Insurers split on health insurance legislation

Tuesday, October 11, 2005



By Christopher Snowbeck, Pittsburgh Post-Gazette



Small business owners continue to suffer from rising health insurance premiums, but insurers disagree on the effectiveness of bills before the Pennsylvania legislature that might address the problem by changing the way premiums are set.



The latest measure of discontent came yesterday from the National Association for the Self-Employed, which released a survey showing more than 50 percent of businesses with 10 or fewer employees do not offer health insurance, primarily because of cost. Of those small businesses surveyed that do provide health insurance, 85 percent said their premiums had increased during the past 12 months, with the median premium increase at 17.3 percent.



Four bills have been introduced in the Pennsylvania legislature that would address the situation by changing the rules for how insurers set small business premiums. None of the bills has gone very far in Harrisburg, said Doug Moore, legislative chair for the Pittsburgh chapter of the National Association of Health Underwriters, but the House Insurance Committee has held a series of hearings on the proposals.



Mr. Moore said political pressure for the state legislature to act likely will build before the end of the current two-year legislative term in 2006. Pressure intensified this year when Highmark Inc. blamed the current rating rules for steep premium increases it passed on to small businesses that employ large numbers of women.
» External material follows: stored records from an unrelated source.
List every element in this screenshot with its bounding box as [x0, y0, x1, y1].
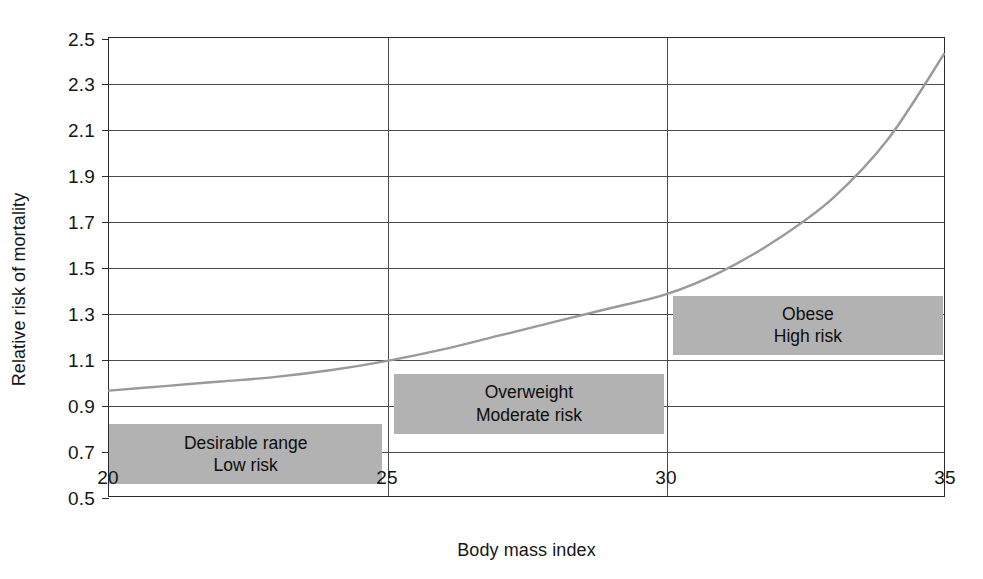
y-tick-mark: 0.7 — [102, 452, 109, 453]
x-tick-label: 35 — [934, 467, 956, 489]
y-tick-label: 1.3 — [68, 304, 95, 326]
y-tick-label: 1.5 — [68, 258, 95, 280]
y-tick-mark: 2.3 — [102, 84, 109, 85]
x-tick-label: 30 — [655, 467, 677, 489]
y-tick-label: 2.3 — [68, 74, 95, 96]
risk-curve — [109, 38, 944, 496]
x-tick-label: 20 — [97, 467, 119, 489]
y-tick-mark: 1.7 — [102, 222, 109, 223]
y-tick-label: 2.1 — [68, 120, 95, 142]
y-tick-label: 0.7 — [68, 442, 95, 464]
y-tick-mark: 1.3 — [102, 314, 109, 315]
bmi-mortality-chart: Relative risk of mortality 0.50.70.91.11… — [0, 0, 983, 579]
y-tick-mark: 1.1 — [102, 360, 109, 361]
y-tick-mark: 1.9 — [102, 176, 109, 177]
y-tick-label: 1.7 — [68, 212, 95, 234]
y-tick-label: 1.1 — [68, 350, 95, 372]
risk-curve-path — [109, 54, 944, 391]
y-tick-mark: 0.9 — [102, 406, 109, 407]
y-tick-mark: 2.5 — [102, 39, 109, 40]
y-tick-mark: 1.5 — [102, 268, 109, 269]
y-axis-title: Relative risk of mortality — [0, 0, 38, 579]
y-tick-label: 2.5 — [68, 29, 95, 51]
plot-area: 0.50.70.91.11.31.51.71.92.12.32.5 Desira… — [108, 37, 945, 497]
y-tick-label: 0.9 — [68, 396, 95, 418]
y-tick-label: 1.9 — [68, 166, 95, 188]
y-tick-label: 0.5 — [68, 488, 95, 510]
x-axis-title: Body mass index — [108, 540, 945, 561]
y-tick-mark: 2.1 — [102, 130, 109, 131]
x-tick-label: 25 — [376, 467, 398, 489]
y-tick-mark: 0.5 — [102, 498, 109, 499]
"If there is a further hit on small, predominately female businesses that cause the rate disparity to widen further, you can bet the feedback to politicians will be louder than ever before," said Mr. Moore, whose group hosted a forum on the subject last week in Cranberry. He said Highmark is set to issue rates this month for another group of small businesses, those that renew their health insurance effective Jan. 1.



Highmark, the region's dominant health insurer, supports legislation that would create a uniform demographic rating format for how health insurers set small business premiums. That means all health insurers would have to do what Highmark currently does -- set rates for small businesses based on the company's industry and location, as well as the age, gender and family composition of employees, said Michael Warfel, Highmark's vice president of government affairs, during last week's forum.



Currently, most health insurers in the state set small business premiums based on detailed information about the health risks of groups, a practice known as "medical underwriting." Because of their position as insurers of last resort in Pennsylvania, Blue Cross insurers don't collect this detailed information. Competitors that do so "cherry pick" by offering affordable coverage to only low-risk groups, Highmark says. That leaves high-risk groups, which typically have large numbers of women or older men, with Blue Cross plans.



Critics of the Highmark-backed bills, however, counter that eliminating medical underwriting would effectively kill health insurance competition in the state.



Without the ability to consider health status in setting insurance rates, premiums primarily would be a function of the discounts that insurers negotiate with doctors and hospitals -- and Blue Cross plans because of their market share always get the best rates, according to supporters of medical underwriting. Eliminating medical underwriting would have the effect of driving non-Blue Cross insurers from the state, critics say. They add that medical underwriting allows insurance companies to financially reward groups that have fewer risk factors, some of which can be controlled by personal behavior.



The current rating system isn't broken, said N. Timothy Guarneschelli, vice president and general counsel at HealthAmerica, who spoke at last week's forum. Supporters of reform, he said, have created a false premise: That changing the way premiums are set will tame health-care inflation.



"There are many reasons why health-care costs are rising," Mr. Guarneschelli said. "None of them have to do with rating methodologies."